Tuesday, August 14, 2007

Without an Absolute...footnote 43: A. Personal attachments, B. Dreams, C. Beauty

The Platonic Particulars are Meaningless. And there is not a Moment to Lose.

People with time--never too much, tirelessly infinite--on their hands are necessarily confronted with the meaninglessness of their lives. Not life in general, but in particular. We draw three solutions from what others have found:

A. PERSONAL ATTACHMENTS. As gentle as starlight, the twinkling of a hot ball at far remove, there is the comfort of personal attachments. We may be born alone, sharing no limbs, no organs, or even undertanding, and yet, there is no one and nothing "complete". Everything is incomplete. Even Unity is undone. So your life has meaning in its exile from the womb, from its being part of that partition, that multiplication off the introduction of sperm and egg, that contact. And contact continues. As gentle as starlight, however great the remove.

B. DREAMS. The meaning is not only in the twinkling massage of starlight. The consciousness goes to sleep and awakens to its Dreams -- and why is this? Why is Dreaming happening? The meaning of life is bundled with the exilic mass, and sits astride the saddle of the corpus colosum, as a headless horseman holding his head, holding in his hands the meaning of his ride. In our sleep, we work out the route of our purposes. In the tidal cycle of sleep and awakening, one draws out the other, which pushes in turn. This is the hall of mirrors bespoken by poets, the reflection of of the push to pull virtual to virtual, sleep/awakening. The meaning is in the rising and falling, in the reflection of the cycle on itself.

C. BEAUTY. And why does the imagination have the ability, the desire, to appreciate moments of beauty, often so fleeting? The Inuit family trapped in the dark privations of winter, minutes from death, will resort to Art - from child-like giggle songs, to story-told scrimshandering. Beauty is a refuge in difficult times. And so the explanation for the phenomenal impulse of wealthy people to pay millions to other wealthy people to acquire mosaics made by slaves (the Greek decorations displayed in the nonpareil Roman ugly Getty Villa) and the stretched and colored canvas of poverty-ridden painters (Van Gogh). How can beauty be bought? And its accumulation is so mandatory for the powerful, not because they can, for they cannot, but because they must, for they are not living without it.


_Problem description:_ Copy the lines below, please, starting with the one that contains "The width and height of the screenshot is (832, 424)." and ending with the last. Pictures stay out.

_Provided data:_
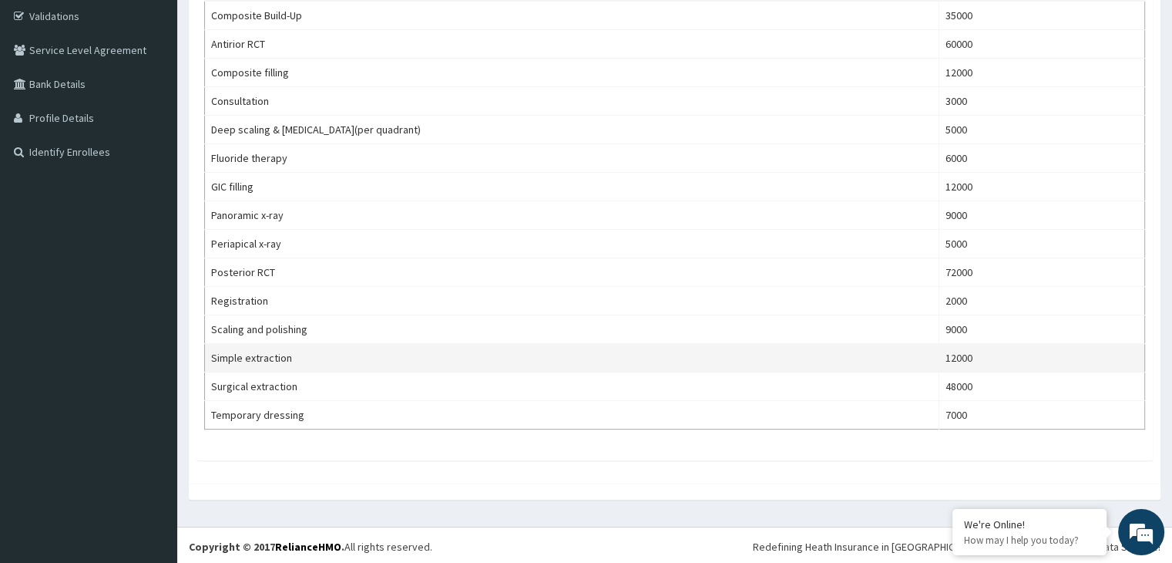 The width and height of the screenshot is (1172, 563). Describe the element at coordinates (1041, 301) in the screenshot. I see `td: 2000` at that location.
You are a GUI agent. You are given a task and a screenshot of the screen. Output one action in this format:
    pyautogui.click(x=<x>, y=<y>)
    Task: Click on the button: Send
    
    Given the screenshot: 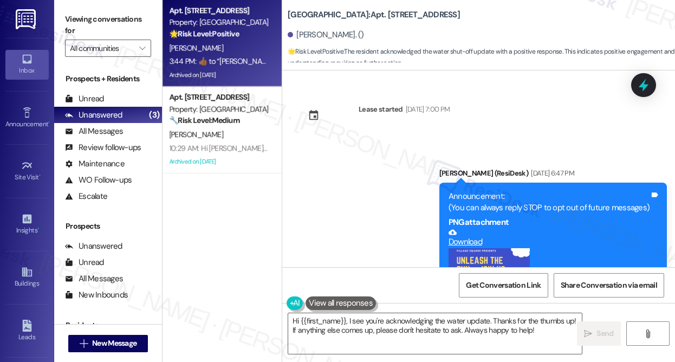 What is the action you would take?
    pyautogui.click(x=599, y=333)
    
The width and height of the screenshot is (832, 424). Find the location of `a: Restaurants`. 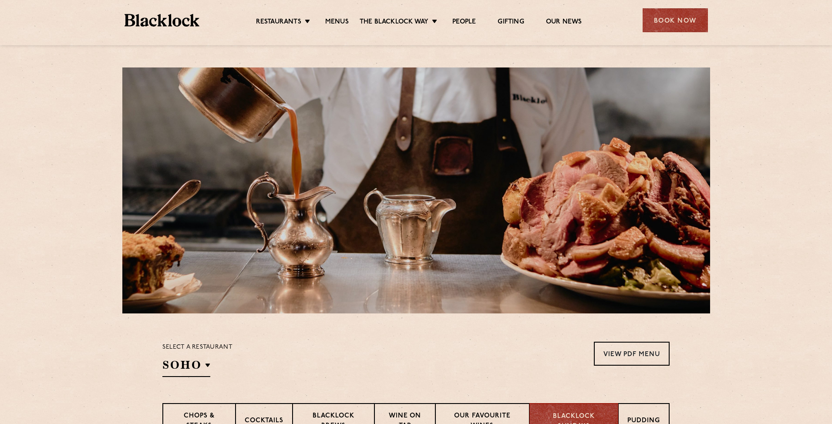

a: Restaurants is located at coordinates (279, 23).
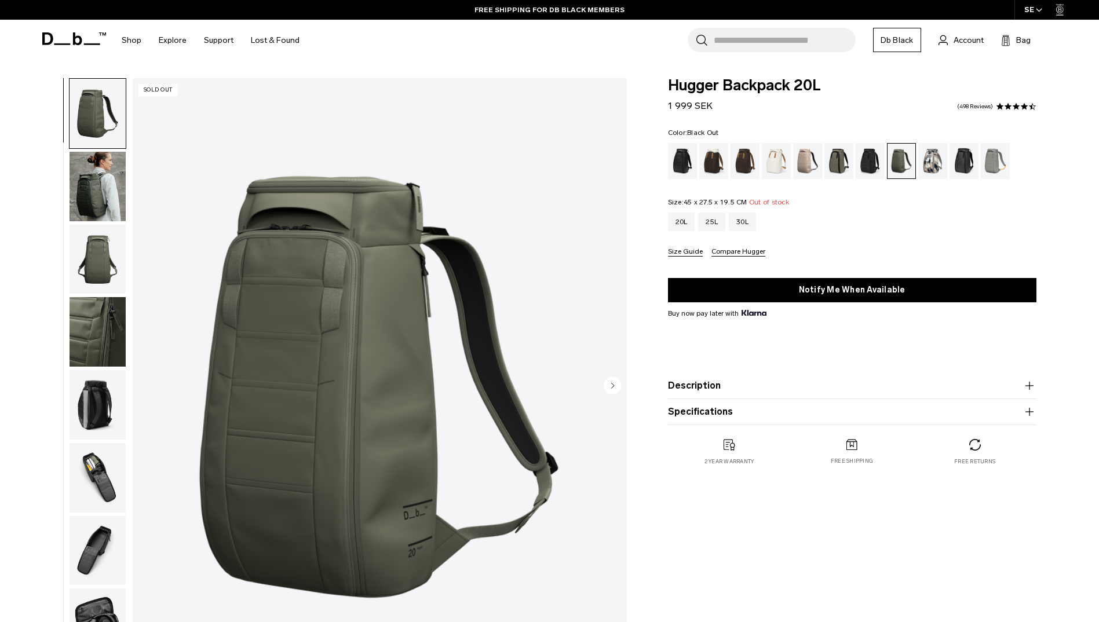 This screenshot has width=1099, height=622. I want to click on span: Out of stock, so click(769, 202).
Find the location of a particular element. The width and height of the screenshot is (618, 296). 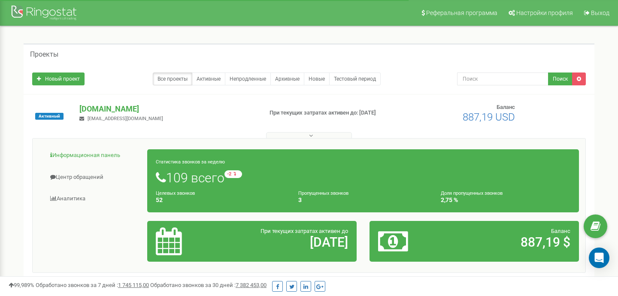

h2: 887,19 $ is located at coordinates (508, 242).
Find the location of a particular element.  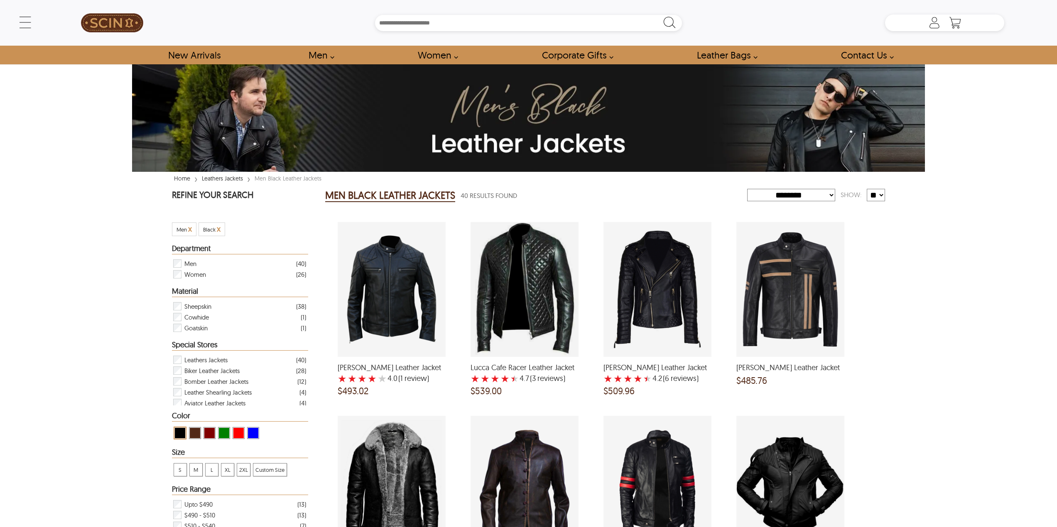

a: Shop Leather Bags is located at coordinates (725, 55).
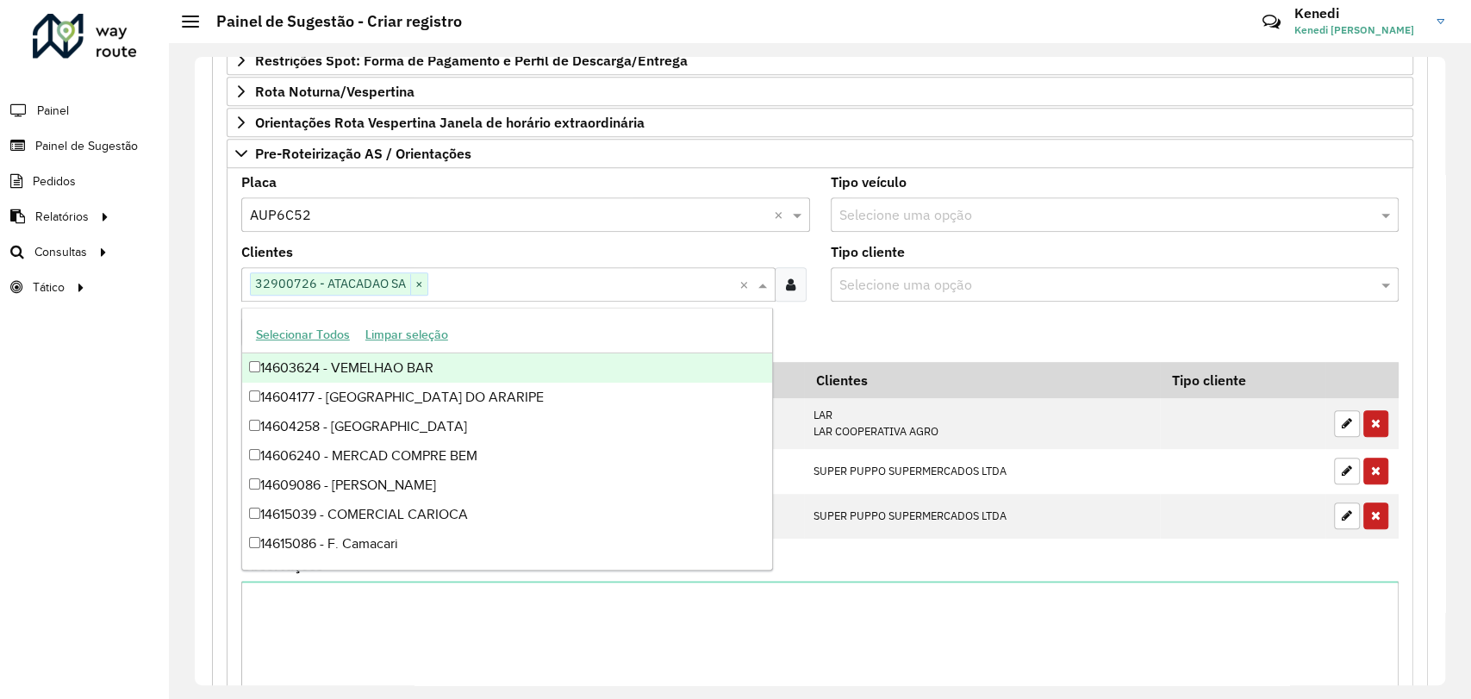  Describe the element at coordinates (507, 439) in the screenshot. I see `ng-dropdown-panel: Options list` at that location.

_Expected answer:_
The width and height of the screenshot is (832, 424). Find the location of `a: Restaurants`. 

a: Restaurants is located at coordinates (279, 23).
 This screenshot has width=1099, height=622. I want to click on span: Out of stock, so click(769, 202).
Find the location of a particular element. The width and height of the screenshot is (618, 296). 

h2: 887,19 $ is located at coordinates (508, 242).
Find the location of a particular element.  

a: Shop Leather Bags is located at coordinates (725, 55).
  Describe the element at coordinates (507, 439) in the screenshot. I see `ng-dropdown-panel: Options list` at that location.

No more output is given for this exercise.